Tishani Doshi was born and lives in Madras, India. Being the product of two cultures (Gujarati and Welsh), and the middle of three children, and also being curious and sensitive by nature, it was almost always certain that she would become a writer. As a teenager she discovered her mother’s love letters to her father and resolved to one day write her own version of their story.
At 18 she left India for the United States of America to study Business Administration at Queens College in Charlotte, North Carolina. During her undergraduate years she worked as a baby-sitter, house-cleaner, librarian and cashier in the student’s snack bar. She also developed a deep love for the literature of the South, and in her junior year decided to become a poet. This decision was followed up with a Masters in The Writing Seminars at Johns Hopkins University in Baltimore.
Tishani moved to London in 1999 and landed her first and last fulltime job as the assistant to the advertising department at Harper’s & Queen magazine. The glamour of Gucci and Prada was exciting for a while, but then the reality of skinny cappuccinos and spreadsheets took over. After many months of 9-5, and commuting on the London underground, she experienced an epiphany. The epiphany arrived on a rainy day in November, and the gist of it was this: maybe it’s time to go home.
In 2001 Tishani moved back to India with the idea of training to become a scuba diving instructor. Instead, a serendipitous encounter with one of India’s leading choreographers – Chandralekha, resulted in an unexpected change in direction. At 26, she began a career as a dancer. For the next five years she performed with Chandralekha’s troupe in India and abroad. She also worked as a freelance journalist, tinkered with poems and began working on a novel. During this time she developed a particular disorder: chronic wanderlust combined with the need to stay rooted. She became obsessed with travel – visiting such far-flung places as Antarctica, Bhutan, Mexico, Japan, Sri Lanka, and Ethiopia, and she documented things as diverse as monasteries and hot springs, cricket and transsexuals.
In 2005, she was a finalist in the Outlook-Picador Non-Fiction competition for her essay, Excerpts from the Journal of a Delusional Widow. In 2006, she won the All-India Poetry competition for her poem, “The Day We Went to the Sea.”

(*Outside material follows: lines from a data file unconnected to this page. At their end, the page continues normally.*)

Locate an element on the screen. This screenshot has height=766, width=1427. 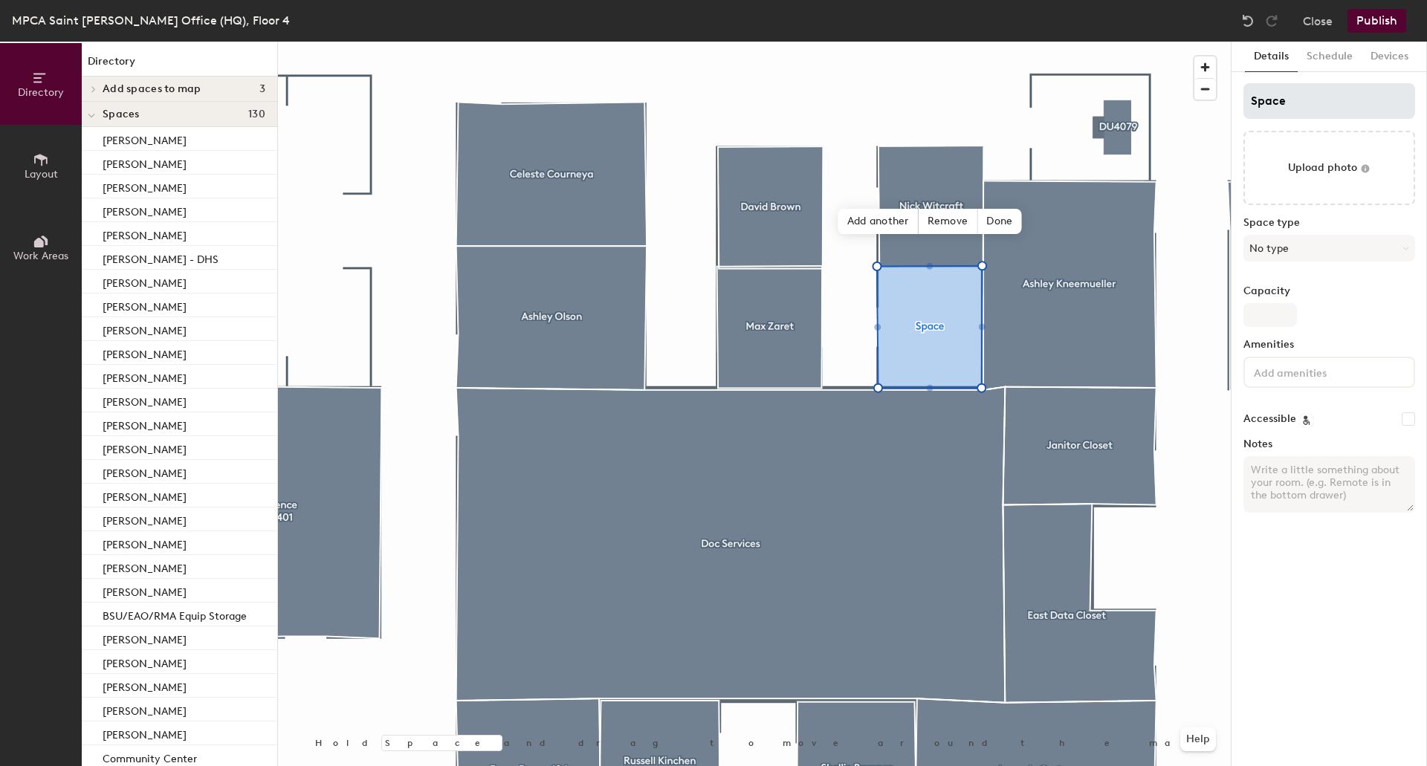
label: Amenities is located at coordinates (1328, 345).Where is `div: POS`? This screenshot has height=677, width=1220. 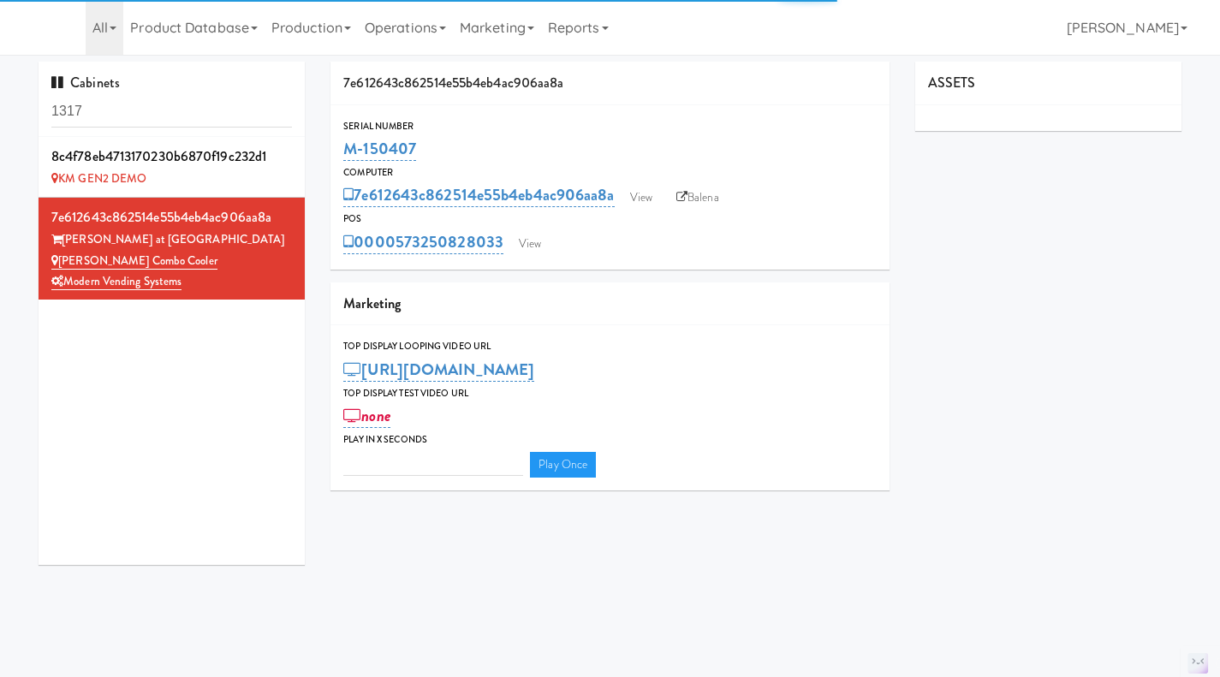 div: POS is located at coordinates (610, 219).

Tishani published her debut collection of poetry,Countries of the Body, to critical acclaim in 2006. The book won the prestigious Forward Prize for Best First Collection, and the judges called it “A work of a striking, emerging talent, who is prepared to take risks in pursuit of sensual, emotionally engaged and passionate poetry.” Other highlights from that year include an invitation to the Hay-on-Wye festival in Wales, where she shared a stage with two of her literary heroes – Margaret Atwood and Seamus Heaney, and where she had yet another serendipitous encounter, this time with the future publisher of her novel. The future publisher and Tishani were neighbours at the same B&B; they bonded over fried eggs and literature.
Tishani’s first novel, The Pleasure Seekers, is published by Bloomsbury in the UK and USA, and Penguin India. It is currently being translated into German, Spanish, Italian and French.